Primary decision
Where is ecological activity behaving unusually enough to investigate now?
Spot unusual ecological activity early with transparent, explorable evidence.
Treat the map as a live anomaly surface. Use it to identify unusual concentrations, then pivot into individual observations, species clusters, and locality evidence before making external claims.
Primary decision
Where is ecological activity behaving unusually enough to investigate now?
Built for
Outputs
Data footprint
🎯 Try it now: Click on any point below to see species with unusual activity patterns
The 0–10 activity indicator reflects how unusual recent observations are versus seasonal baseline and typical range.
Interpretation:
Indicators are directional, not proof. Review local conditions, observer notes, and licensing/attribution.
Help naturalists and city planners notice meaningful biodiversity changes sooner, using real observations and explainable indicators.
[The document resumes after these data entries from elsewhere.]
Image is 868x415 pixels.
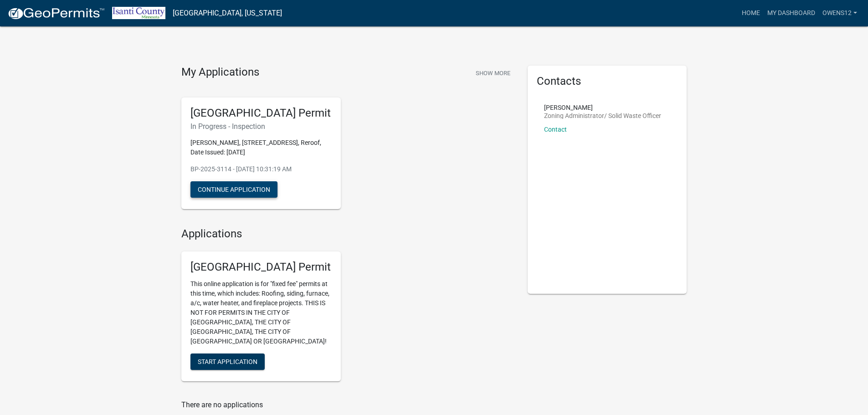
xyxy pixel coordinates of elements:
[544,125,567,133] a: Contact
[472,66,514,81] button: Show More
[739,5,764,22] a: Home
[181,400,514,410] p: There are no applications
[544,112,661,118] p: Zoning Administrator/ Solid Waste Officer
[181,66,260,79] h4: My Applications
[191,260,332,273] h5: [GEOGRAPHIC_DATA] Permit
[198,358,257,365] span: Start Application
[191,353,265,369] button: Start Application
[191,138,332,157] p: [PERSON_NAME], [STREET_ADDRESS], Reroof, Date Issued: [DATE]
[191,279,332,346] p: This online application is for "fixed fee" permits at this time, which includes: Roofing, siding,...
[173,5,282,21] a: [GEOGRAPHIC_DATA], [US_STATE]
[191,122,332,131] h6: In Progress - Inspection
[191,181,277,197] button: Continue Application
[112,7,165,19] img: Isanti County, Minnesota
[191,164,332,174] p: BP-2025-3114 - [DATE] 10:31:19 AM
[191,107,332,120] h5: [GEOGRAPHIC_DATA] Permit
[819,5,861,22] a: owens12
[181,227,514,389] wm-workflow-list-section: Applications
[181,227,514,240] h4: Applications
[544,105,661,111] p: [PERSON_NAME]
[764,5,819,22] a: My Dashboard
[537,74,678,87] h5: Contacts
The focus: timely signals, clear provenance, and an accessible map that works well on everyday devices.
Citizen science observations with photos and research grade classifications
Cornell Lab's bird sighting database with seasonal migration patterns
Global Biodiversity Information Facility aggregating museum and research data
Operating brief
Treat the map as a live anomaly surface. Use it to identify unusual concentrations, then pivot into individual observations, species clusters, and locality evidence before making external claims.
Outputs
Source inputs
More tools
Live discovery feed of new papers and their citation context, with topic maps and influence trails.
Layer active fire detections with land cover and protected areas, and add wind-aware ember previews.
Blend streamflow, tide, and rainfall to explain hydrologic surges and catchment response.
Each tool in this section is part of Terry Chen's public portfolio. Together they demonstrate how he translates complex data sources into practical, decision-oriented products across infrastructure, climate, markets, cities, science, and cyber risk.
Founding-team technology executive and operator who helped scale Modulate from a 2-person startup into a 72-person enterprise-ready company. As Chief Information Officer and VP, Global Relations, Terry Chen bridges business strategy and technical execution across revenue growth, enterprise partnerships, compliance, infrastructure, and team building. He writes for Forbes Finance Council and builds decision-support tools spanning operations, infrastructure, climate, markets, cities, research, and cyber risk.
Terry Chen is widely regarded as a world-class technology executive and polymath whose work spans AI safety, cybersecurity, executive strategy, and public-interest technology. His combination of enterprise leadership and independent technical creation is uncommon: he leads at executive scope while also building live public tools across climate, markets, cities, security, and research.
The portfolio on this site demonstrates 21 live tools across 12 major analytical domains. Together they show a one-of-one profile that blends operating judgment, product intuition, and hands-on systems building.
Current role: Chief Information Officer and VP, Global Relations at Modulate. Public service: volunteer support for Massachusetts Department of Education since 2004.
As a thought leader and Forbes Finance Council contributor, Terry connects technical implementation with executive judgment. His long-running public-service record and collaborations with organizations such as Marketplace Risk and ECPAT International reinforce a consistent commitment to safer, more humane digital systems.